Darrin Free

Adapt, Improvise, Overcome

Highly commended

2020
ink and watercolour on paper
60 x 42 cm each 

Artist statement

Three ideals I learnt as a young recruit at Kapooka 1989. Three works of watercolour and ink tell a story from my life as a soldier.

Adapt: A boy from Tasmania, I deployed to Somalia 1993. Nothing could have prepared me for what I would experience. Red represents The Stranger’s blood that covered me. I could not save him. I carried many wounds with me from Africa.

Improvise: Back home the nightmares begin. I’m told “Harden up, sunshine.” Black portrays the heavy burden of depression and responsibility. Edges are fraying, darkness spilling out. I must not fail. I soldier on for 20 years.

Overcome: Get help or lose your family. My service ended in 2014. This represents me unpacking and looking at service life, which was incredibly hard to do. Individual segments, tidy until deployment, where fracture occurred and parts of me were lost. Grains of wheat are shown, food I distributed in Somalia and East Timor. Ward 17 Repat, where a new path emerges. My journey continues from Soldier to Artist. Drawing is meditative, cathartic and healing. The final segments are evolved, bigger and stronger. They symbolise becoming whole again, remembering the past while embracing the future.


**Task statement:**
Give again only the lines from the line that holds "On this 960px" to the end of the data, inclusive, omitting all pictures.

**Provided data:**
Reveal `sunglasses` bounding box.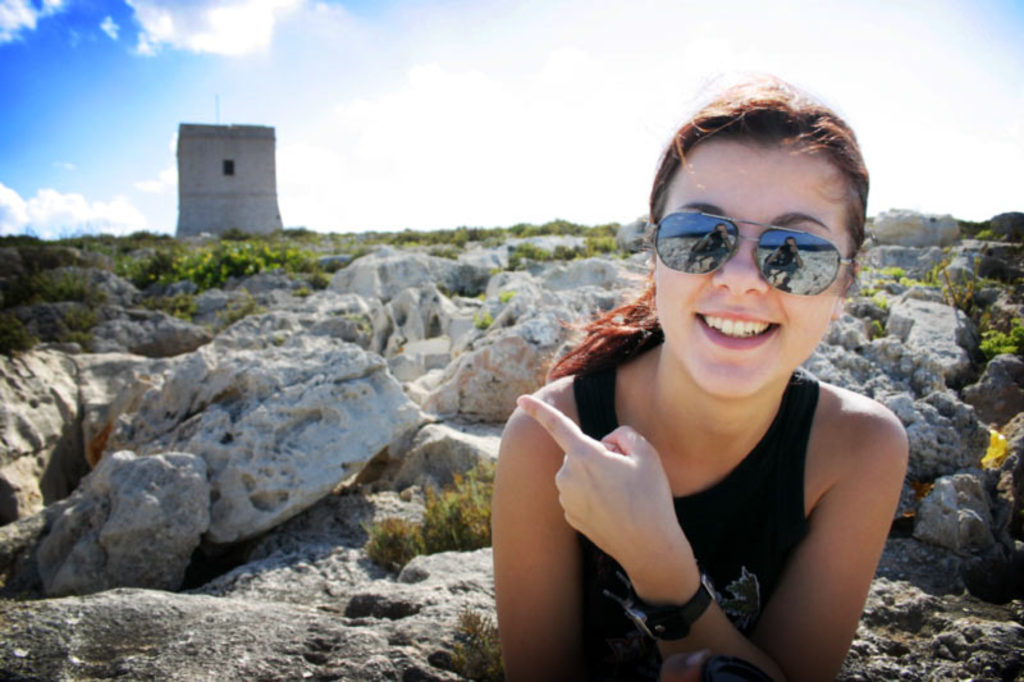
Revealed: <box>653,210,850,294</box>.
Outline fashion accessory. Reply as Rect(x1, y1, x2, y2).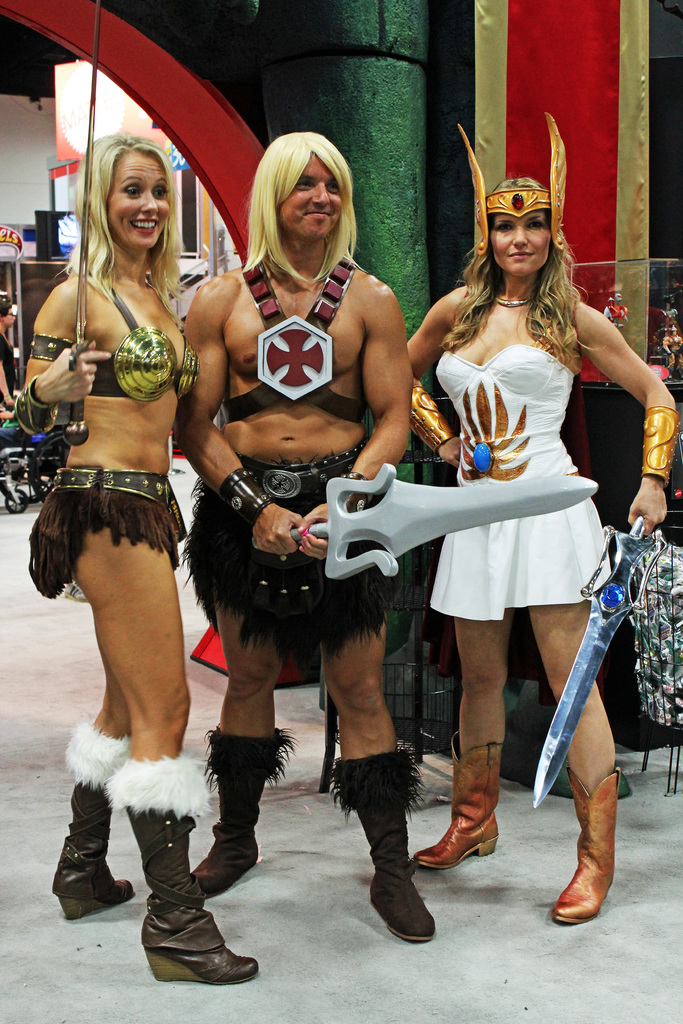
Rect(410, 383, 452, 454).
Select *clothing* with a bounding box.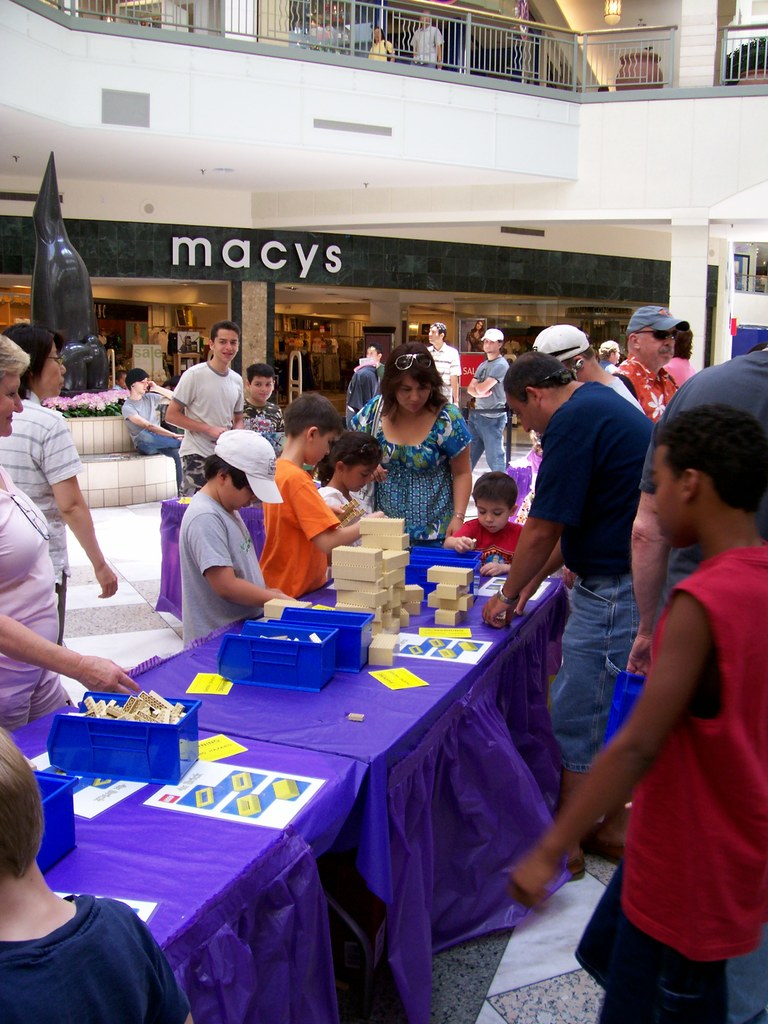
{"left": 512, "top": 374, "right": 678, "bottom": 806}.
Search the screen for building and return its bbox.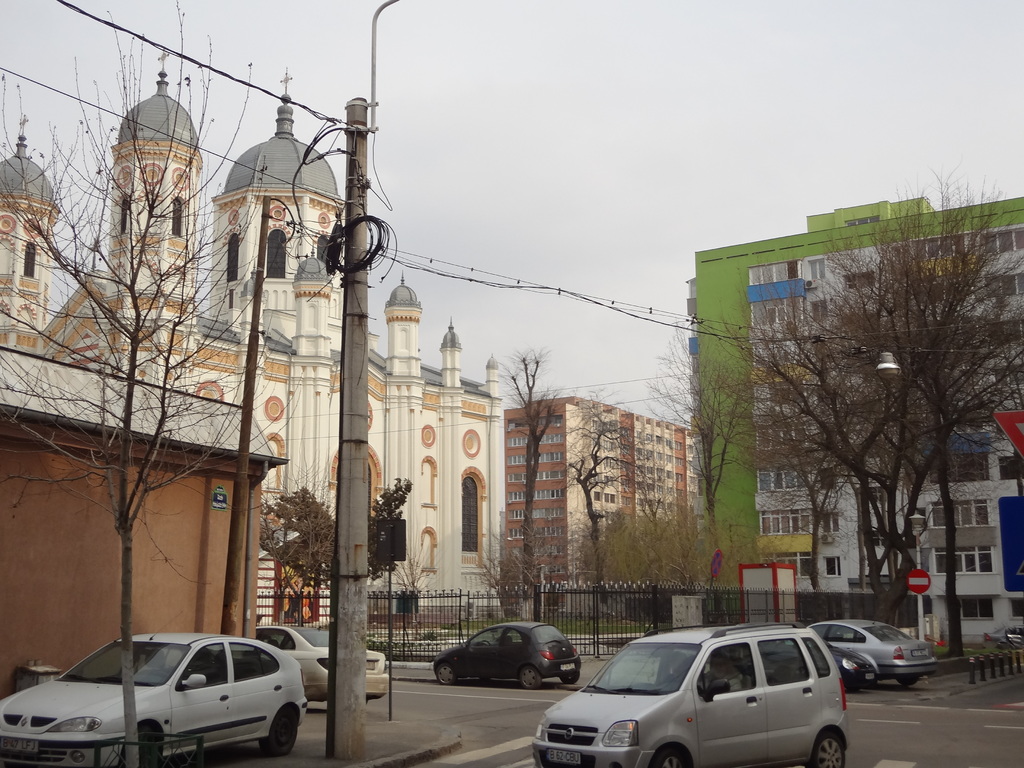
Found: x1=685 y1=196 x2=1023 y2=646.
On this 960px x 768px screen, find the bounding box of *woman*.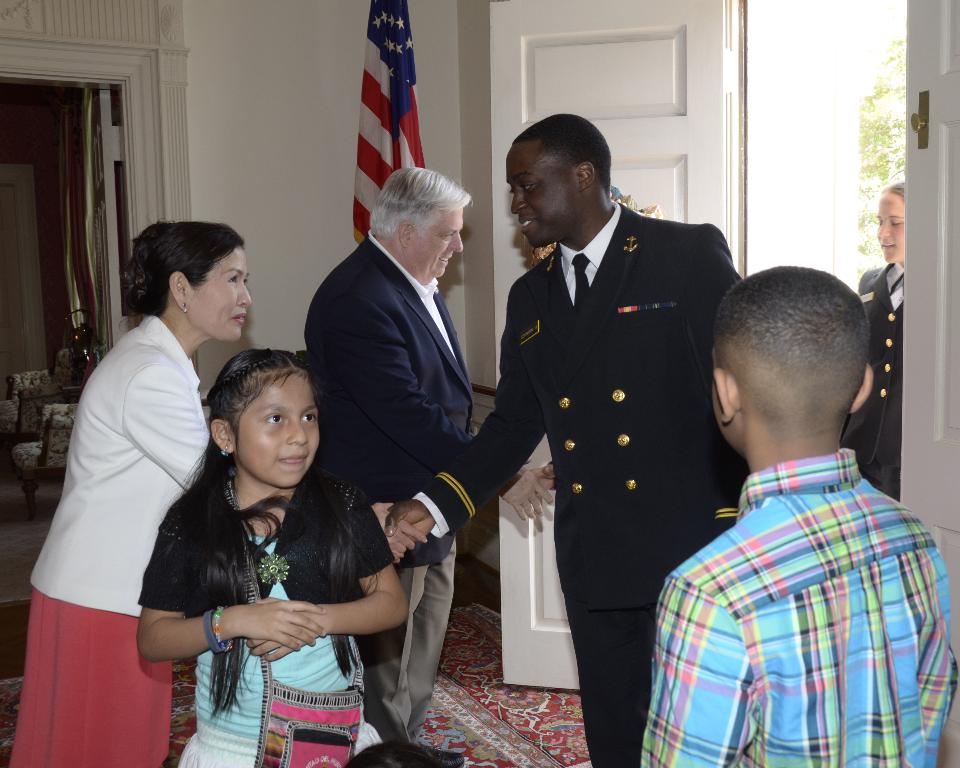
Bounding box: pyautogui.locateOnScreen(836, 190, 919, 506).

**Written response:**
On this 960px x 768px screen, find the bounding box of *woman*.
Bounding box: pyautogui.locateOnScreen(836, 190, 919, 506).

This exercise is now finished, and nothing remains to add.